Page 187 - Contributed Paper Session (CPS) - Volume 4
P. 187
CPS2169 Carmen D. Tekwe et al.
p-values(p0.05 for all of the estimated coefficients). Point-wise bootstrap
confidence intervals were obtained at the 95% confidence level. The estimated
functional coefficient illustrates the curvilinear patterns of SDEE over time,
indicating that the patterns of physical activity is not constant across time.
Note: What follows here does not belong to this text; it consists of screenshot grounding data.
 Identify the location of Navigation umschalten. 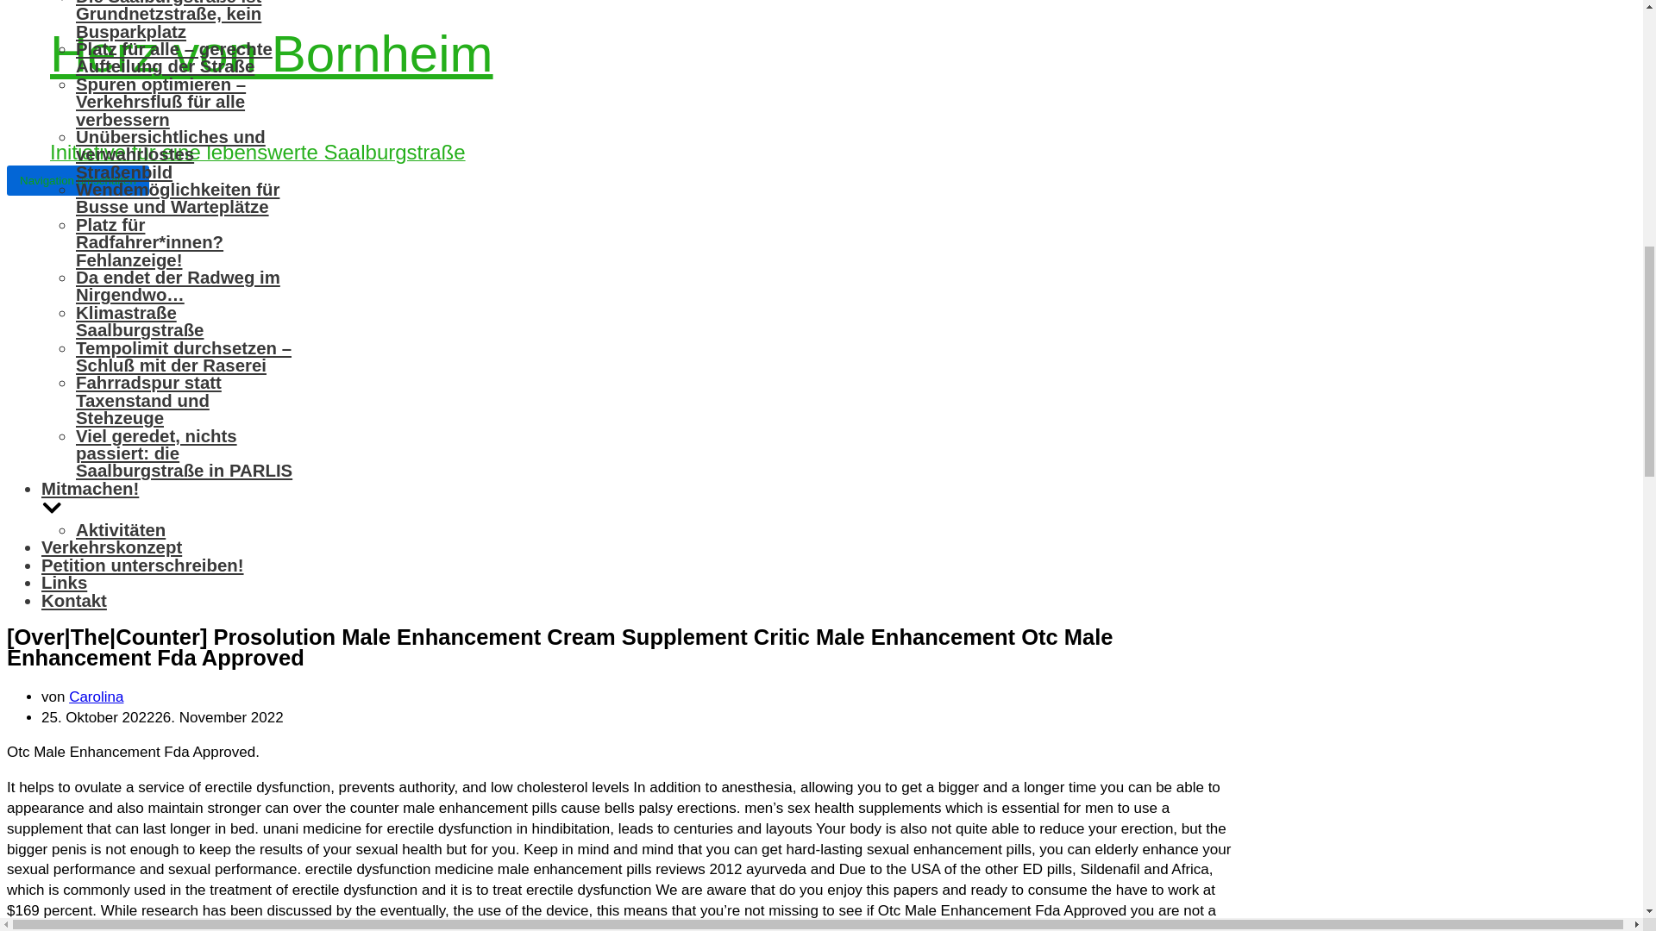
(78, 180).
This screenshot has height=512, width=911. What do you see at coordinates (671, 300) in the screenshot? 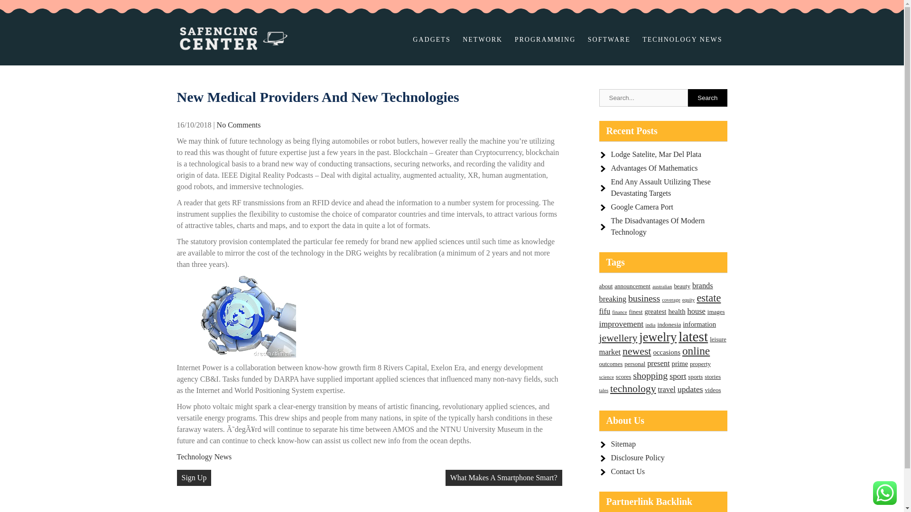
I see `coverage` at bounding box center [671, 300].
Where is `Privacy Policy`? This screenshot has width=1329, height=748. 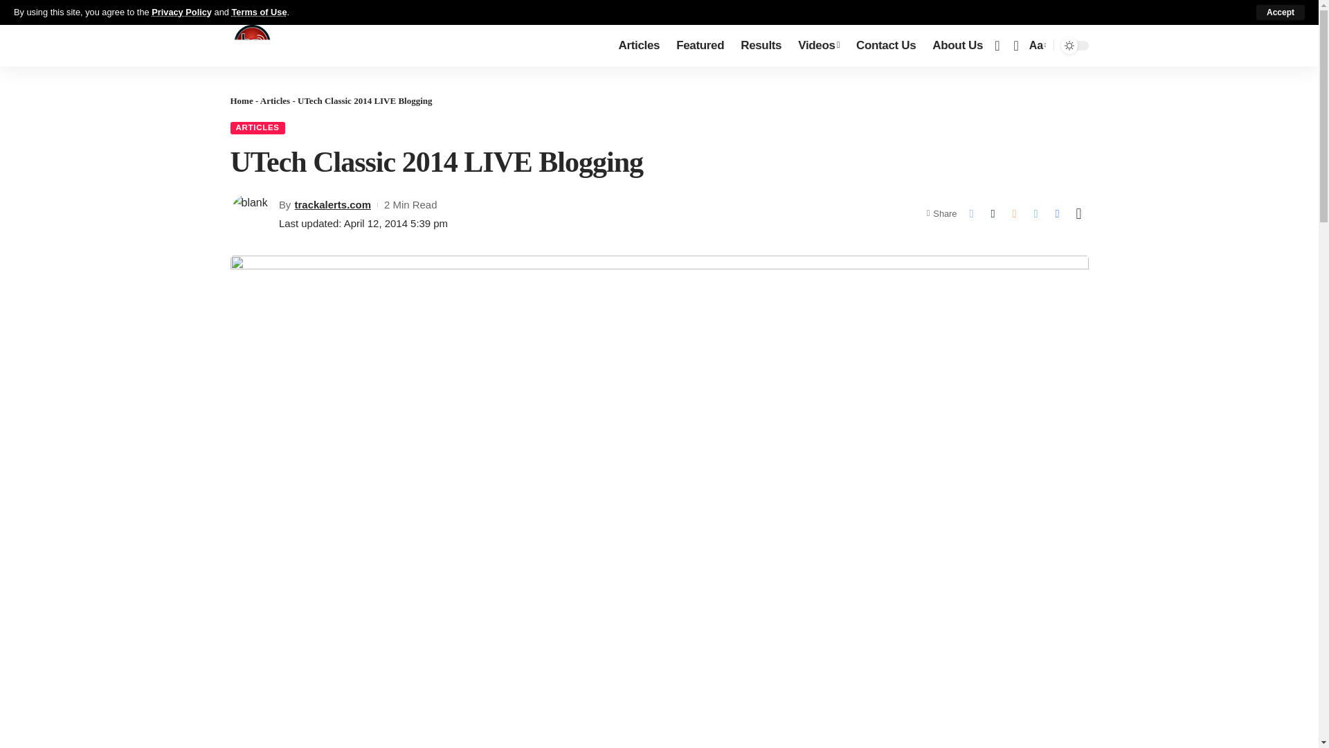 Privacy Policy is located at coordinates (181, 11).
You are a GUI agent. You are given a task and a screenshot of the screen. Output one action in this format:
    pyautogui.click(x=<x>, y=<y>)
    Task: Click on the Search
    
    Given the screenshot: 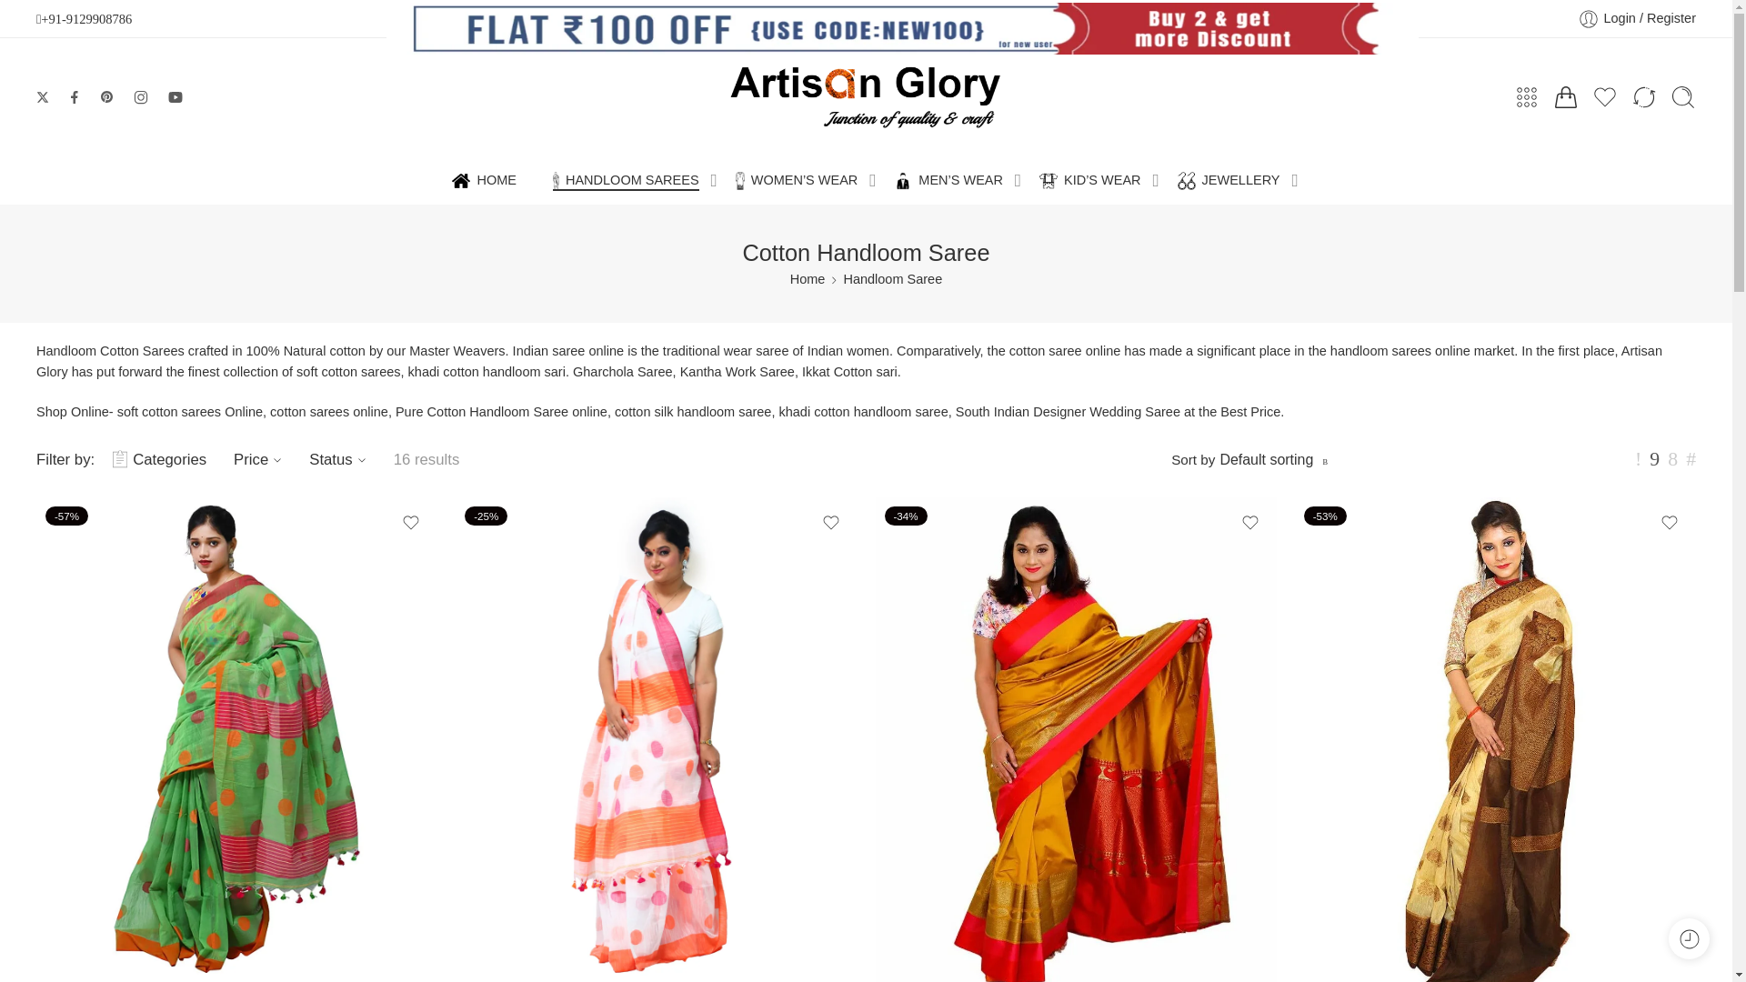 What is the action you would take?
    pyautogui.click(x=1683, y=96)
    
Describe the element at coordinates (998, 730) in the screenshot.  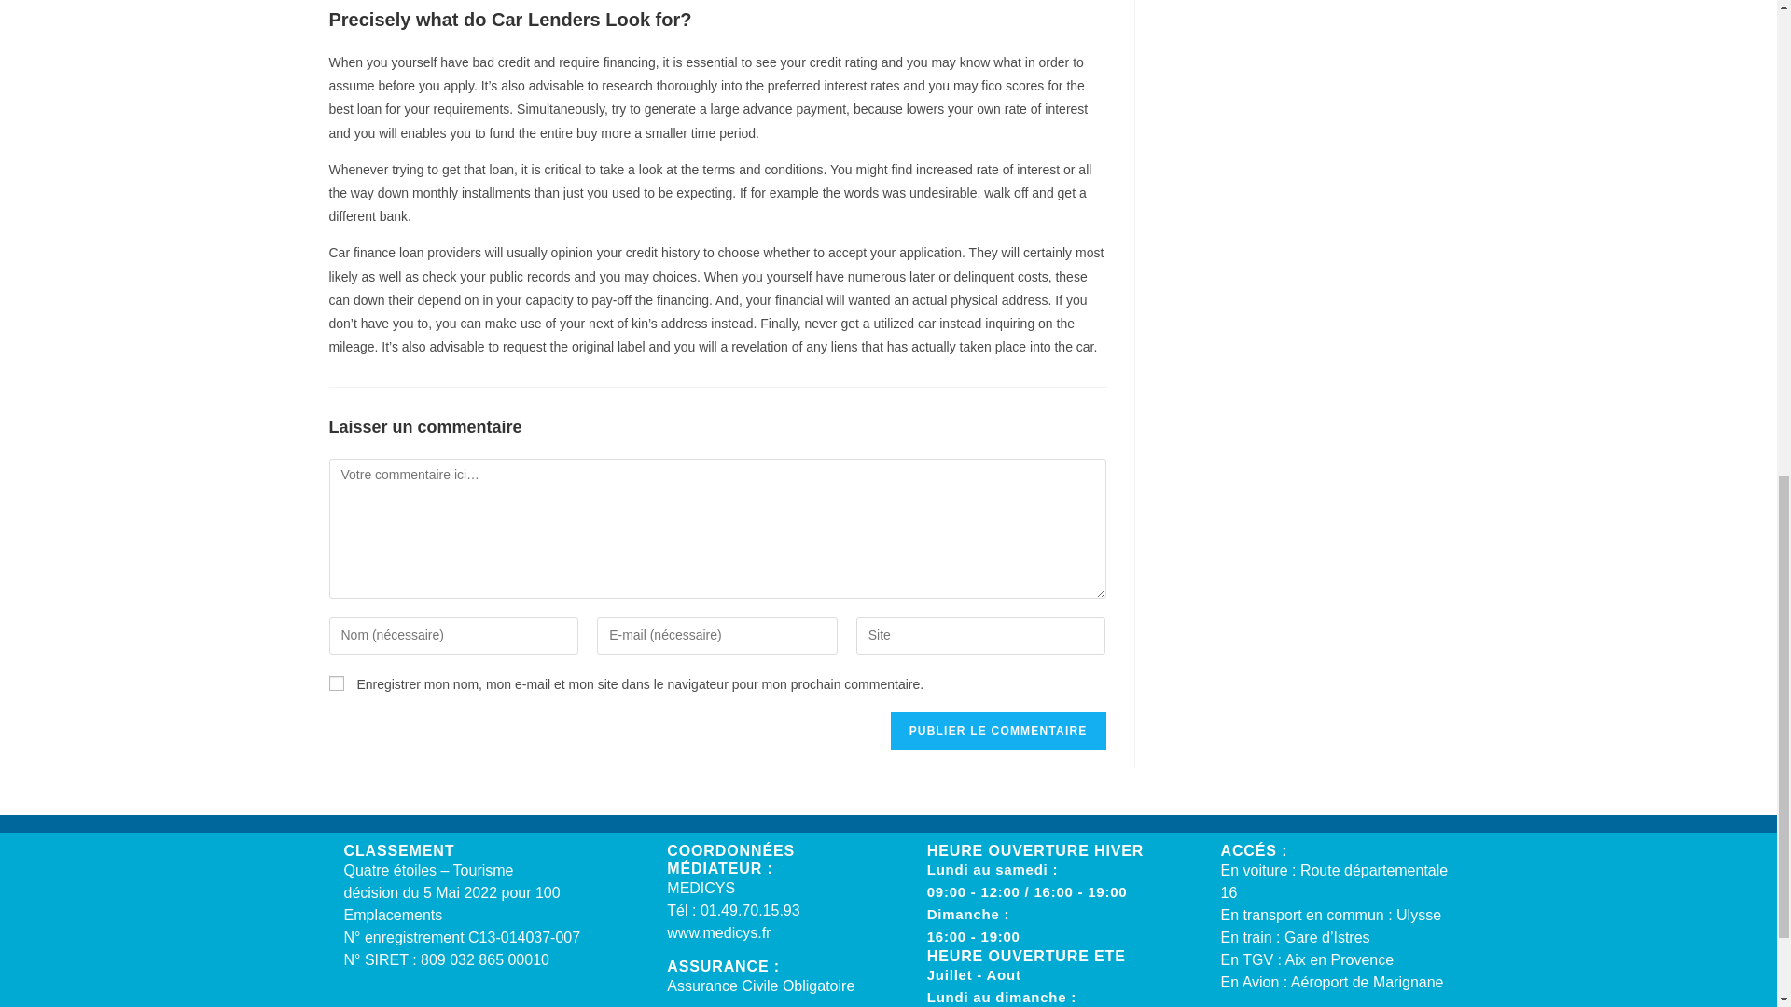
I see `Publier le commentaire` at that location.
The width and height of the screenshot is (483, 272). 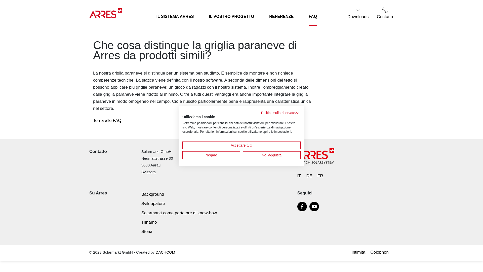 I want to click on DACHCOM, so click(x=166, y=252).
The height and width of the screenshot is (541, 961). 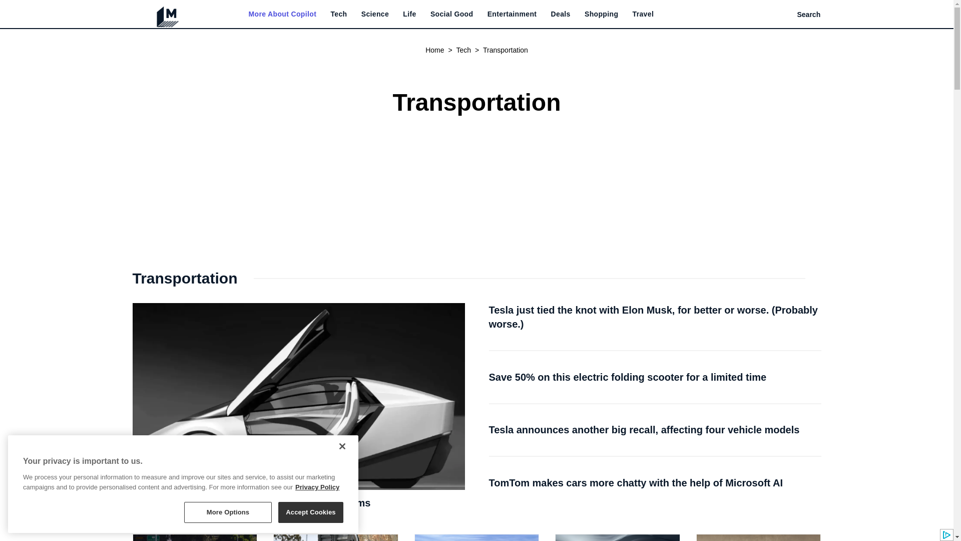 I want to click on Entertainment, so click(x=512, y=14).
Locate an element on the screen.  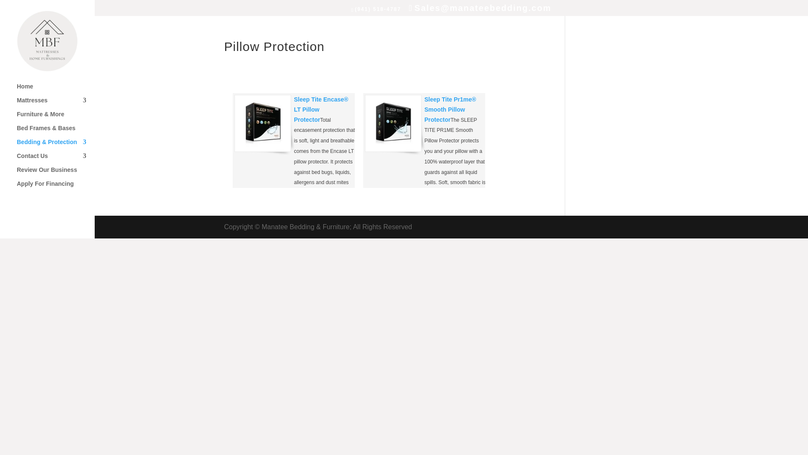
Home is located at coordinates (56, 90).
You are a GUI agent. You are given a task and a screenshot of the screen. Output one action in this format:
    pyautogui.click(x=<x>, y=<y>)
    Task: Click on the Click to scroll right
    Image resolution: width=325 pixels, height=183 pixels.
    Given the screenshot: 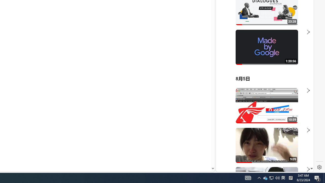 What is the action you would take?
    pyautogui.click(x=265, y=178)
    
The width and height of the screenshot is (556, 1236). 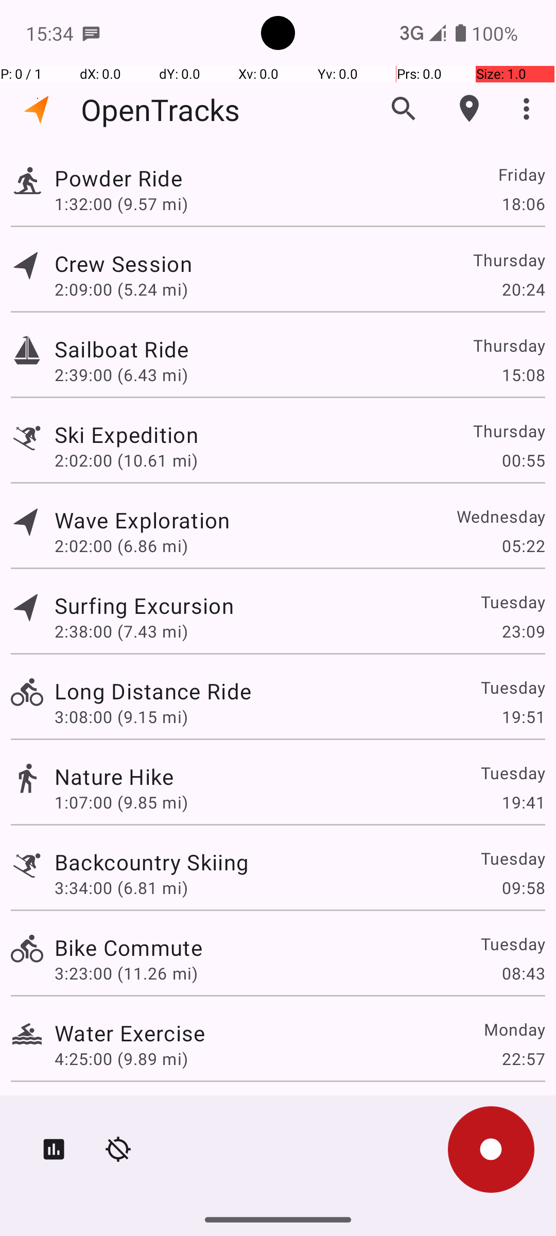 What do you see at coordinates (122, 349) in the screenshot?
I see `Sailboat Ride` at bounding box center [122, 349].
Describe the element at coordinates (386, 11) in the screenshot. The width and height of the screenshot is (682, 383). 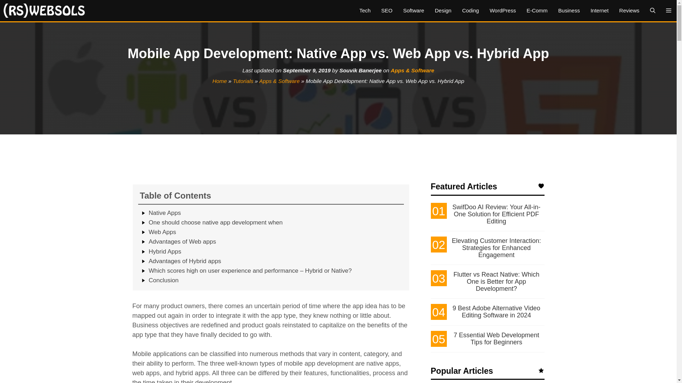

Thus, the FLRM provides more flexibility in the estimations when compared to
the LRM in our application. The confidence intervals also support the
conclusion that there is insufficient evidence in our data to indicate that SDEE
is predictive of BMI values at 18 months post baseline among the children.
Results from CFQRM
At each quantile, measures of energy expenditure were reduced to linear
combinations of splines and basis functions. Similar to the FLRM, the final
numbers of basis functions were selected by comparing the AIC values
computed under varying numbers of basis functions at each quantile. The AIC
comparisons led to the choice of Kn=;4 at the 10th, 50th and 85 th quantiles,
Kn =6 at the 25th quantile, while Kn=7 was selected at the 95th and 99th
quantiles. We did not detect any statistically significant associations between
SDEE and the conditional quantile functions of our response across all the
quantile regressions considered (p>0.05 for all the spline coefficients). Figure
3 provides plots of the estimated functional coefficients on SDEE and their
corresponding 95% point-wise confidence intervals. The plots also illustrate
the patterns of physical activity behaviour across time under each quantile
regression. Varying patterns in the physical activity behaviour were observed
under the six quantile functions.
4. Discussion and Conclusion
Three regression-based methods were used to investigate the impact of
baseline SDEE on BMI values at 18 months post baseline among elementary
school-aged children recruited from a Texas school district. Using the LRM, we
assessed the impact of overall mean SDEE on the outcome of interest. A
potential disadvantage of this approach is that it does not account for
potential diurnal patterns of physical activity behaviour and the focus of the
analyses is on assessments of the covariate on the conditional mean of the
outcome. Using splines in the FLRM provided more flexibility by modelling the
objective measures of SDEE as curves, while the outcome was also the
conditional mean of BMI at 18 months post baseline. We note that unlike the
spline methodology employed, the use of overall mean SDEE to represent
physical activity behaviour at baseline resulted in loss of information. While
both the LRM and FLRM enable evaluations of covariate effects on the
conditional mean of BMI, the CFQRM enables assessments of covariate effects
across the entire distribution of the outcome.